WATCHING GOVERNMENT: Tank reform ahead

Feb. 3, 2003
Gasoline marketers are predicting tank reform legislation may pass Congress, perhaps this year.

Gasoline marketers are predicting tank reform legislation may pass Congress, perhaps this year.

Sen. Lincoln Chafee (R-RI) has reintroduced legislation first proposed last session that requires all underground storage tanks to be inspected every 2 years. The bill, S. 195, gives state or federal regulators power to keep product out of tanks that do not meet safety standards.

The proposal has bipartisan support, and the Senate Environment and Public Works Committee considers it a top priority, marketers and congressional sources say.

Industry supports the measure. Fuel suppliers want final legislation to include a provision allowing states to use money from the federal Leaking Underground Storage Trust (LUST) fund to "backstop" state tank cleanup budgets. Suppliers also want—but may not get—a provision that uses federal money to reimburse some industry cleanup costs.

Today's problems

Today's federal underground storage tank program faces compliance and cleanup problems, the US Environmental Protection Agency said recently.

"One of the biggest challenges we face is that the number of cleanups completed dropped 28% this year (fiscal year 2002). This downward trend began 3 years ago, leaving us with a national cleanup backlog of 143,000 releases remaining to be cleaned up," EPA said in a report to regional regulators.

But the news isn't completely bad.

Improved leak detection and prevention measures translated into a 54% drop in the number of reported new releases. EPA also is working with states to standardize compliance data so regulators can better track the 698,000 active tanks nationwide.

Conforming federal and state data may help save the cash-starved program for another year or two. But with state fiscal pressures deepening, local regulators are growing more insistent that EPA expand its role.

Congress and courts

Last session, lawmakers failed to reach agreement on LUST cleanup funding. A pending proposal for the overdue FY 2003 gives the fund $72 million, the same amount as FY 2002. Local regulators and environmental groups say that figure isn't enough, but they may not be able to convince Congress.

Senate Democratic leaders last year unsuccessfully sought to reinstate an industry tax that expired in 1995 that paid for federal cleanups of toxic waste sites. The White House currently does not support the tax, although EPA says the fund will dwindle to $28 million by Sept. 30 unless new money is found. Last year's energy bill allocated money specifically for contamination caused by methyl tertiary butyl ether (MTBE); this year, the Chafee legislation authorizes $200 million for MTBE remediation.

Meanwhile, an appellate court recently ruled against industry when it expanded the power of landowners to sue over alleged contamination. The US Court of Appeals for the Seventh Circuit said cleanup plans are allowed to start before a tank owner conducts his own investigation. Landowners may also sue neighbors if they suspect nearby toxic wastes contaminated their own property. Appeals are pending.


> _Work required_:
Pictures are not part of the answer. Return the lines from the one containing "Image is 281×283." through the end of the data, both included, exactly as they appear.
++++++++
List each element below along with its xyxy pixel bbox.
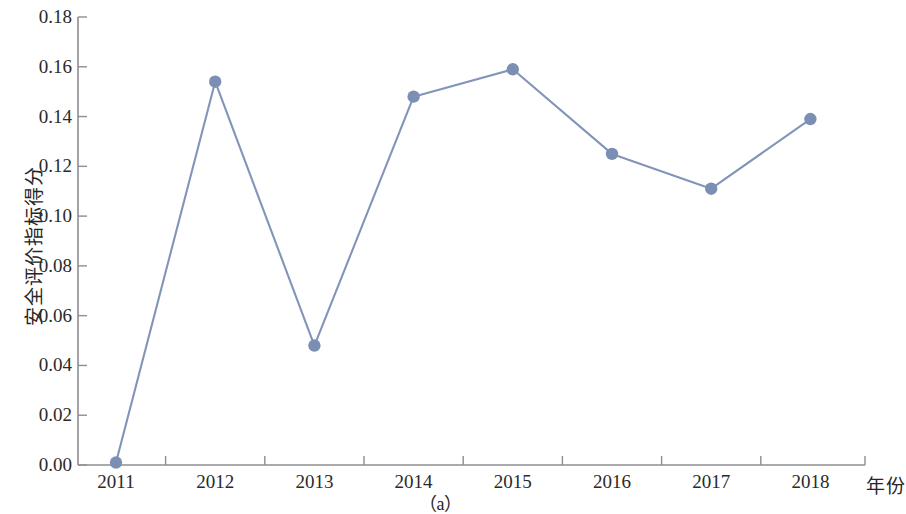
figure-caption: （a） bbox=[0, 489, 899, 514]
figure-caption-text: （a） bbox=[419, 489, 463, 514]
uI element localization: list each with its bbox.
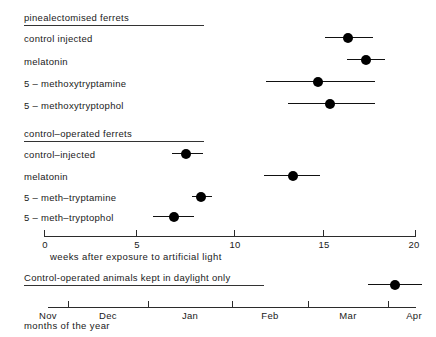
data-point-marker: [288, 171, 298, 181]
data-point-marker: [390, 280, 400, 290]
data-row: [0, 98, 436, 110]
data-point-marker: [361, 55, 371, 65]
months-axis-tick-2: [148, 301, 149, 308]
data-row: [0, 76, 436, 88]
weeks-axis-tick-10: [234, 230, 235, 237]
weeks-axis-line: [44, 236, 416, 237]
data-row: [0, 170, 436, 182]
months-axis-tick-1: [68, 301, 69, 308]
months-axis-tick-4: [308, 301, 309, 308]
data-point-marker: [343, 33, 353, 43]
month-label-mar: Mar: [339, 310, 356, 321]
data-row: [0, 211, 436, 223]
month-label-apr: Apr: [406, 310, 422, 321]
data-row: [0, 54, 436, 66]
months-axis-caption: months of the year: [24, 320, 110, 331]
month-label-jan: Jan: [182, 310, 198, 321]
weeks-axis-label-20: 20: [408, 239, 419, 250]
weeks-axis-label-15: 15: [318, 239, 329, 250]
weeks-axis-label-5: 5: [134, 239, 140, 250]
weeks-axis-tick-20: [415, 230, 416, 237]
data-row: [0, 32, 436, 44]
group-heading-control-operated: control–operated ferrets: [24, 128, 204, 142]
weeks-axis-label-0: 0: [42, 239, 48, 250]
weeks-axis-tick-5: [136, 230, 137, 237]
weeks-axis-tick-0: [44, 230, 45, 237]
month-label-feb: Feb: [261, 310, 278, 321]
months-axis-tick-3: [232, 301, 233, 308]
data-row: [0, 148, 436, 160]
data-point-marker: [196, 192, 206, 202]
data-row: [0, 191, 436, 203]
data-point-marker: [313, 77, 323, 87]
weeks-axis-label-10: 10: [229, 239, 240, 250]
weeks-axis-tick-15: [323, 230, 324, 237]
months-axis-tick-5: [388, 301, 389, 308]
data-point-marker: [169, 212, 179, 222]
data-point-marker: [325, 99, 335, 109]
group-heading-pinealectomised: pinealectomised ferrets: [24, 12, 204, 26]
data-point-marker: [181, 149, 191, 159]
data-row: [0, 279, 436, 291]
weeks-axis-caption: weeks after exposure to artificial light: [50, 251, 222, 262]
figure-panel: pinealectomised ferrets control injected…: [0, 0, 436, 337]
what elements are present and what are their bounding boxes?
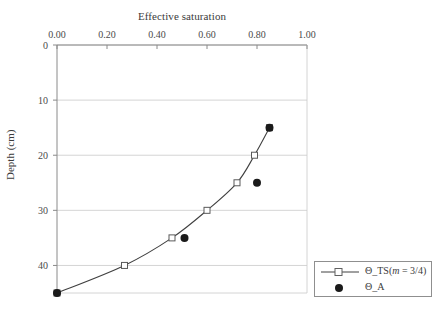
legend-label-theta-ts-suffix: = 3/4) xyxy=(399,265,426,276)
gridlines xyxy=(57,45,307,265)
legend: Θ_TS(m = 3/4) Θ_A xyxy=(314,261,432,297)
axis-lines xyxy=(57,45,307,293)
data-point-marker xyxy=(181,234,189,242)
legend-item-theta-a: Θ_A xyxy=(315,280,433,296)
legend-label-theta-a-prefix: Θ_A xyxy=(365,281,384,292)
legend-symbol-line-open-square xyxy=(319,264,361,280)
data-point-marker xyxy=(169,235,175,241)
data-point-marker xyxy=(266,124,274,132)
legend-item-theta-ts: Θ_TS(m = 3/4) xyxy=(315,264,433,280)
data-point-marker xyxy=(253,179,261,187)
data-point-marker xyxy=(252,152,258,158)
data-point-marker xyxy=(53,289,61,297)
data-point-marker xyxy=(234,180,240,186)
legend-label-theta-ts: Θ_TS(m = 3/4) xyxy=(365,265,426,276)
chart-figure: Effective saturation 0.000.200.400.600.8… xyxy=(0,0,440,310)
legend-label-theta-a: Θ_A xyxy=(365,281,384,292)
data-point-marker xyxy=(204,207,210,213)
data-point-marker xyxy=(122,262,128,268)
legend-symbol-filled-circle xyxy=(319,280,361,296)
legend-label-theta-ts-prefix: Θ_TS( xyxy=(365,265,392,276)
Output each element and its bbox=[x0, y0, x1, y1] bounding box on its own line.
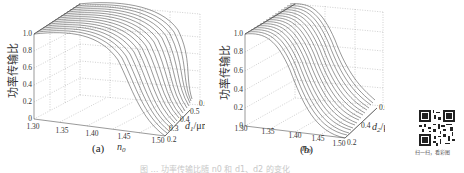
y-axis-label: d2/μm bbox=[372, 121, 385, 134]
surface-plot-a: 0 0.2 0.4 0.6 0.8 1.0 1.30 1.35 1.40 1.4… bbox=[0, 0, 205, 160]
x-tick: 1.45 bbox=[311, 134, 324, 143]
panel-label-a: (a) bbox=[92, 142, 104, 154]
y-tick: 0.6 bbox=[379, 103, 385, 112]
x-tick: 1.45 bbox=[117, 132, 130, 141]
z-tick: 0.6 bbox=[234, 66, 244, 75]
z-tick: 0.4 bbox=[234, 85, 244, 94]
surface-mesh-a bbox=[34, 3, 192, 136]
z-tick: 0.6 bbox=[23, 63, 33, 72]
x-tick: 1.35 bbox=[261, 127, 274, 136]
x-tick: 1.30 bbox=[26, 122, 39, 131]
y-tick: 0.5 bbox=[190, 107, 200, 116]
qr-code[interactable] bbox=[419, 110, 455, 146]
x-tick: 1.50 bbox=[151, 136, 164, 145]
surface-mesh-b bbox=[245, 4, 377, 138]
z-tick: 0.2 bbox=[23, 97, 33, 106]
x-tick: 1.50 bbox=[332, 139, 345, 148]
z-tick: 0.4 bbox=[23, 80, 33, 89]
z-axis-label: 功率传输比 bbox=[218, 45, 231, 100]
z-tick: 0.8 bbox=[23, 46, 33, 55]
z-tick: 1.0 bbox=[23, 29, 33, 38]
surface-plot-b: 0 0.2 0.4 0.6 0.8 1.0 1.30 1.35 1.40 1.4… bbox=[205, 0, 385, 160]
x-tick: 1.40 bbox=[85, 129, 98, 138]
qr-caption: 扫一扫，看彩图 bbox=[415, 148, 450, 155]
x-axis-label: n0 bbox=[117, 141, 126, 154]
x-tick: 1.30 bbox=[234, 124, 247, 133]
figure-caption: 图 … 功率传输比随 n0 和 d1、d2 的变化 bbox=[140, 163, 290, 173]
x-tick: 1.35 bbox=[55, 126, 68, 135]
chart-panel-a: 0 0.2 0.4 0.6 0.8 1.0 1.30 1.35 1.40 1.4… bbox=[0, 0, 205, 160]
y-tick: 0.2 bbox=[347, 138, 357, 147]
z-tick: 0.2 bbox=[234, 103, 244, 112]
y-tick: 0.2 bbox=[167, 135, 177, 144]
z-axis-label: 功率传输比 bbox=[6, 43, 19, 98]
chart-panel-b: 0 0.2 0.4 0.6 0.8 1.0 1.30 1.35 1.40 1.4… bbox=[205, 0, 385, 160]
y-tick: 0.4 bbox=[361, 121, 371, 130]
y-tick: 0.3 bbox=[169, 124, 179, 133]
z-tick: 0.8 bbox=[234, 47, 244, 56]
z-tick: 1.0 bbox=[234, 29, 244, 38]
panel-label-b: (b) bbox=[300, 143, 313, 155]
y-axis-label: d1/μm bbox=[185, 120, 205, 133]
x-tick: 1.40 bbox=[288, 131, 301, 140]
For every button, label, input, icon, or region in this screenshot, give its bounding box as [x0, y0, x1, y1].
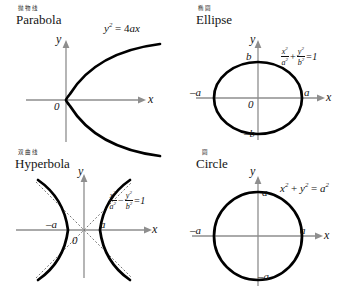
parabola-y-axis-label: y [56, 32, 61, 47]
circle-tick-left-label: –a [190, 224, 201, 236]
ellipse-tick-left-label: –a [190, 86, 201, 98]
ellipse-eq-den2-exp: 2 [302, 57, 304, 62]
hyperbola-eq-den1-exp: 2 [114, 201, 116, 206]
parabola-eq-sign: = 4 [112, 22, 129, 34]
ellipse-eq-operator: + [289, 51, 296, 62]
circle-x-axis-label: x [324, 228, 329, 243]
ellipse-x-axis-label: x [326, 90, 331, 105]
ellipse-origin-label: 0 [248, 98, 254, 110]
ellipse-eq-num1-exp: 2 [285, 46, 287, 51]
circle-equation: x2 + y2 = a2 [280, 182, 329, 194]
hyperbola-tick-right-label: a [100, 218, 106, 230]
ellipse-tick-bottom-label: –b [244, 127, 255, 139]
circle-eq-var3-exp: 2 [326, 181, 329, 188]
panel-hyperbola: 双曲线 Hyperbola [0, 146, 176, 293]
hyperbola-y-axis [81, 174, 88, 278]
ellipse-eq-den1-exp: 2 [286, 57, 288, 62]
panel-ellipse: 椭圆 Ellipse y x 0 b –b –a a x2 [176, 0, 352, 146]
ellipse-y-axis [255, 40, 262, 140]
ellipse-eq-frac2: y2 b2 [297, 46, 305, 68]
ellipse-eq-frac1: x2 a2 [281, 46, 289, 68]
circle-eq-sign: = [308, 182, 320, 194]
circle-y-axis-label: y [250, 164, 255, 179]
ellipse-tick-top-label: b [246, 50, 252, 62]
hyperbola-plot [0, 146, 176, 293]
parabola-x-axis-label: x [148, 92, 153, 107]
circle-eq-plus: + [288, 182, 300, 194]
panel-circle: 圆 Circle y x a –a –a a x2 + y2 = a2 [176, 146, 352, 293]
ellipse-y-axis-label: y [250, 32, 255, 47]
parabola-y-axis [63, 40, 70, 142]
ellipse-equation: x2 a2 + y2 b2 =1 [280, 46, 317, 68]
parabola-origin-label: 0 [54, 100, 60, 112]
ellipse-tick-right-label: a [304, 86, 310, 98]
hyperbola-eq-operator: − [117, 195, 124, 206]
hyperbola-eq-num2-exp: 2 [129, 190, 131, 195]
hyperbola-eq-frac2: y2 b2 [125, 190, 133, 212]
hyperbola-eq-den2-exp: 2 [130, 201, 132, 206]
ellipse-plot [176, 0, 352, 146]
parabola-eq-var: x [135, 22, 140, 34]
hyperbola-eq-rhs: =1 [134, 195, 146, 206]
hyperbola-eq-num1-exp: 2 [113, 190, 115, 195]
conic-sections-figure: 抛物线 Parabola y x 0 y2 = 4ax [0, 0, 352, 293]
parabola-plot [0, 0, 176, 146]
ellipse-eq-rhs: =1 [306, 51, 318, 62]
ellipse-eq-num2-exp: 2 [301, 46, 303, 51]
panel-parabola: 抛物线 Parabola y x 0 y2 = 4ax [0, 0, 176, 146]
hyperbola-x-axis-label: x [152, 222, 157, 237]
hyperbola-eq-frac1: x2 a2 [109, 190, 117, 212]
hyperbola-tick-left-label: –a [46, 218, 57, 230]
hyperbola-y-axis-label: y [78, 164, 83, 179]
circle-tick-right-label: a [300, 224, 306, 236]
parabola-equation: y2 = 4ax [104, 22, 140, 34]
circle-tick-top-label: a [262, 186, 268, 198]
circle-tick-bottom-label: –a [258, 270, 269, 282]
hyperbola-equation: x2 a2 − y2 b2 =1 [108, 190, 145, 212]
parabola-x-axis [26, 97, 146, 104]
hyperbola-origin-label: 0 [72, 234, 78, 246]
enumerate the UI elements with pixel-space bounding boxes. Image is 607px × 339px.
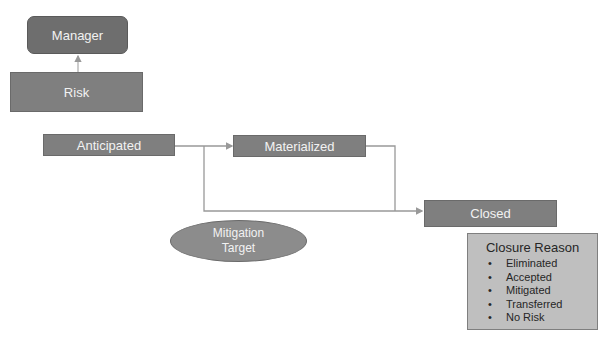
closure-reason-item: •Eliminated <box>506 257 597 271</box>
anticipated-label: Anticipated <box>77 138 141 153</box>
materialized-to-closed-connector <box>366 146 395 211</box>
mitigation-target-line2: Target <box>222 241 255 256</box>
closed-node[interactable]: Closed <box>424 200 557 227</box>
bullet-icon: • <box>488 311 492 325</box>
bullet-icon: • <box>488 298 492 312</box>
closed-label: Closed <box>470 206 510 221</box>
materialized-node[interactable]: Materialized <box>233 135 366 157</box>
mitigation-target-node[interactable]: Mitigation Target <box>170 220 307 262</box>
closure-reason-item: •Transferred <box>506 298 597 312</box>
materialized-label: Materialized <box>264 139 334 154</box>
manager-label: Manager <box>52 28 103 43</box>
closure-reason-item: •Accepted <box>506 271 597 285</box>
risk-label: Risk <box>64 85 89 100</box>
risk-node[interactable]: Risk <box>10 72 143 112</box>
bullet-icon: • <box>488 257 492 271</box>
closure-reason-title: Closure Reason <box>468 240 597 255</box>
anticipated-node[interactable]: Anticipated <box>43 134 175 156</box>
closure-reason-item: •No Risk <box>506 311 597 325</box>
closure-reason-item: •Mitigated <box>506 284 597 298</box>
bullet-icon: • <box>488 271 492 285</box>
mitigation-target-line1: Mitigation <box>213 226 264 241</box>
closure-reason-box: Closure Reason •Eliminated •Accepted •Mi… <box>467 233 598 330</box>
manager-node[interactable]: Manager <box>27 16 128 54</box>
closure-reason-list: •Eliminated •Accepted •Mitigated •Transf… <box>468 257 597 325</box>
bullet-icon: • <box>488 284 492 298</box>
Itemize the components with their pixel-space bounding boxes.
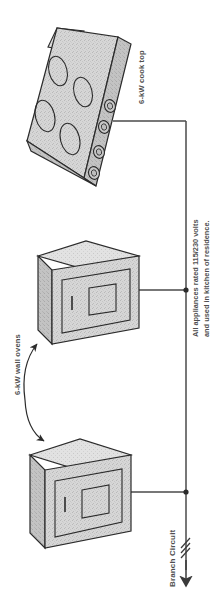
wall-oven-lower [30,439,131,548]
label-cook-top: 6-kW cook top [137,50,146,104]
wall-ovens-leader [24,344,44,441]
cook-top-appliance [27,28,131,186]
wall-oven-upper [38,241,139,344]
leader-arrow-to-lower-oven [25,400,44,441]
label-wall-ovens: 6-kW wall ovens [13,334,22,395]
note-line-2: and used in kitchen of residence. [201,177,212,337]
oven-upper-window [89,284,116,315]
oven-lower-window [82,485,109,518]
label-branch-circuit: Branch Circuit [168,530,177,587]
note-line-1: All appliances rated 115/230 volts [190,177,201,337]
note-appliance-rating: All appliances rated 115/230 volts and u… [190,177,212,337]
diagram-root: 6-kW cook top 6-kW wall ovens Branch Cir… [0,0,220,610]
leader-arrow-to-upper-oven [24,344,37,400]
oven-upper-side-face [38,256,52,344]
junction-dot-oven-upper [183,287,188,292]
oven-lower-side-face [30,455,45,548]
diagram-canvas [0,0,220,610]
junction-dot-oven-lower [183,489,188,494]
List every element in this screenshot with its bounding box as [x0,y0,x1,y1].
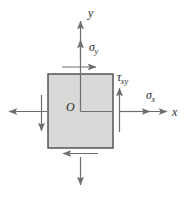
y-axis-label: y [88,7,93,19]
stress-element-drawing [0,0,189,197]
origin-label: O [66,101,75,113]
sigma-y-label: σy [89,41,99,53]
tau-xy-subscript: xy [121,77,128,86]
plane-stress-element-figure: y x σy σx τxy O [0,0,189,197]
tau-xy-label: τxy [117,71,129,83]
sigma-y-subscript: y [94,47,98,56]
x-axis-label: x [172,106,177,118]
sigma-x-label: σx [146,89,156,101]
sigma-x-subscript: x [151,95,155,104]
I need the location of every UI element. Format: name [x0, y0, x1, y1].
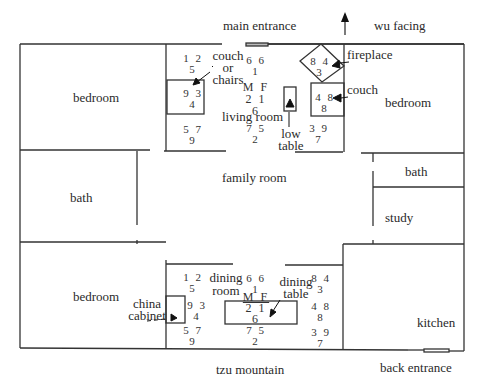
dining-w-numbers: 9 34 [185, 300, 209, 322]
room-bath-e: bath [405, 165, 427, 178]
main-entrance-label: main entrance [223, 19, 296, 32]
low-table-label: low table [276, 128, 306, 152]
living-se-numbers: 3 97 [307, 123, 331, 145]
low-table-line2: table [276, 140, 306, 152]
living-n-numbers: 6 61 [244, 55, 268, 77]
living-sw-numbers: 5 79 [181, 124, 205, 146]
living-center-numbers: M F2 16 [241, 81, 271, 117]
couch-label: couch [347, 83, 378, 96]
living-nw-numbers: 1 25 [181, 53, 205, 75]
living-w-numbers: 9 34 [181, 88, 205, 110]
dining-ne-numbers: 8 43 [309, 273, 333, 295]
back-entrance-label: back entrance [380, 361, 452, 374]
room-study: study [385, 211, 413, 224]
living-s-numbers: 7 52 [244, 123, 268, 145]
dining-e-numbers: 4 88 [309, 301, 333, 323]
dining-nw-numbers: 1 25 [181, 272, 205, 294]
room-dining-room: dining room [206, 271, 246, 297]
room-bath-w: bath [70, 191, 92, 204]
fireplace-label: fireplace [347, 48, 392, 61]
dining-center-numbers: M F2 16 [241, 292, 271, 325]
tzu-mountain-label: tzu mountain [216, 363, 284, 376]
living-fireplace-numbers: 8 43 [308, 56, 332, 78]
dining-room-line2: room [206, 284, 246, 297]
room-family-room: family room [222, 171, 287, 184]
room-bedroom-ne: bedroom [385, 96, 431, 109]
china-cabinet-label: china cabinet [127, 298, 167, 322]
dining-sw-numbers: 5 79 [181, 325, 205, 347]
wu-facing-label: wu facing [374, 19, 426, 32]
room-bedroom-sw: bedroom [73, 290, 119, 303]
room-kitchen: kitchen [417, 316, 455, 329]
living-couch-numbers: 4 88 [313, 92, 337, 114]
dining-s-numbers: 7 52 [244, 325, 268, 347]
room-bedroom-nw: bedroom [73, 91, 119, 104]
north-arrow-icon [341, 12, 349, 35]
dining-se-numbers: 3 97 [309, 327, 333, 349]
china-cabinet-line2: cabinet [127, 310, 167, 322]
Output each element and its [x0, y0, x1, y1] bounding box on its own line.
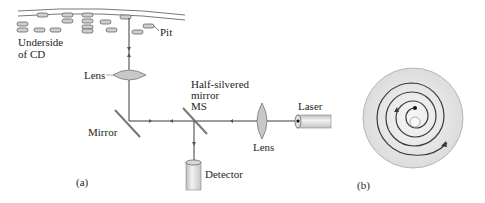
- label-mirror: Mirror: [88, 126, 118, 138]
- mirror-icon: [115, 110, 140, 137]
- label-lens-right: Lens: [253, 141, 274, 153]
- panel-a-label: (a): [76, 176, 89, 189]
- lens-right-icon: [257, 103, 267, 139]
- label-of-cd: of CD: [18, 48, 45, 60]
- cd-player-diagram: Underside of CD Pit Lens Mirror Half-sil…: [0, 0, 485, 203]
- panel-a: Underside of CD Pit Lens Mirror Half-sil…: [17, 9, 331, 190]
- label-laser: Laser: [298, 100, 323, 112]
- pits: [17, 13, 154, 34]
- cd-center-hole: [410, 117, 420, 127]
- label-ms: MS: [191, 100, 207, 112]
- label-detector: Detector: [205, 168, 243, 180]
- laser-icon: [295, 115, 331, 128]
- detector-icon: [186, 160, 201, 190]
- label-lens-top: Lens: [84, 69, 105, 81]
- lens-top-icon: [113, 70, 146, 80]
- label-underside: Underside: [18, 36, 63, 48]
- panel-b-label: (b): [357, 179, 370, 192]
- label-pit: Pit: [160, 26, 172, 38]
- panel-b: (b): [357, 68, 463, 192]
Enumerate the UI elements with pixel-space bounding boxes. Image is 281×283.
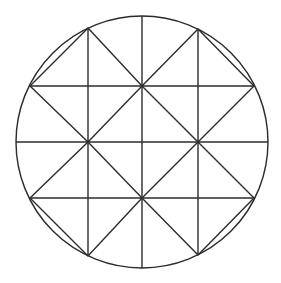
grid-lines xyxy=(16,16,268,268)
diamond-bottom-left xyxy=(30,142,142,256)
circle-grid-diagram xyxy=(0,0,281,283)
diamond-top-left xyxy=(30,28,142,142)
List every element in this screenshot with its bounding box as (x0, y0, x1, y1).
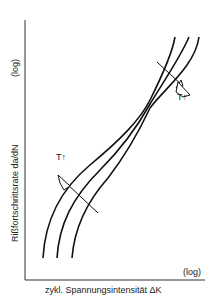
crack-growth-diagram (0, 0, 220, 304)
temperature-annotation-upper: T↑ (177, 92, 187, 102)
x-axis-scale-label: (log) (183, 267, 201, 277)
temperature-annotation-lower: T↑ (56, 152, 66, 162)
arrow-head-icon (58, 175, 70, 190)
x-axis-label: zykl. Spannungsintensität ΔK (45, 285, 162, 295)
y-axis-scale-label: (log) (10, 59, 20, 77)
curve-3 (72, 37, 199, 258)
curve-2 (57, 37, 189, 258)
++++++++
> _Your response_:
Enumerate the UI elements with pixel-space bounding boxes. Image is 281×283.
grid-lines xyxy=(16,16,268,268)
diamond-bottom-left xyxy=(30,142,142,256)
circle-grid-diagram xyxy=(0,0,281,283)
diamond-top-left xyxy=(30,28,142,142)
List every element in this screenshot with its bounding box as (x0, y0, x1, y1).
crack-growth-diagram (0, 0, 220, 304)
temperature-annotation-upper: T↑ (177, 92, 187, 102)
x-axis-scale-label: (log) (183, 267, 201, 277)
temperature-annotation-lower: T↑ (56, 152, 66, 162)
arrow-head-icon (58, 175, 70, 190)
x-axis-label: zykl. Spannungsintensität ΔK (45, 285, 162, 295)
y-axis-scale-label: (log) (10, 59, 20, 77)
curve-3 (72, 37, 199, 258)
curve-2 (57, 37, 189, 258)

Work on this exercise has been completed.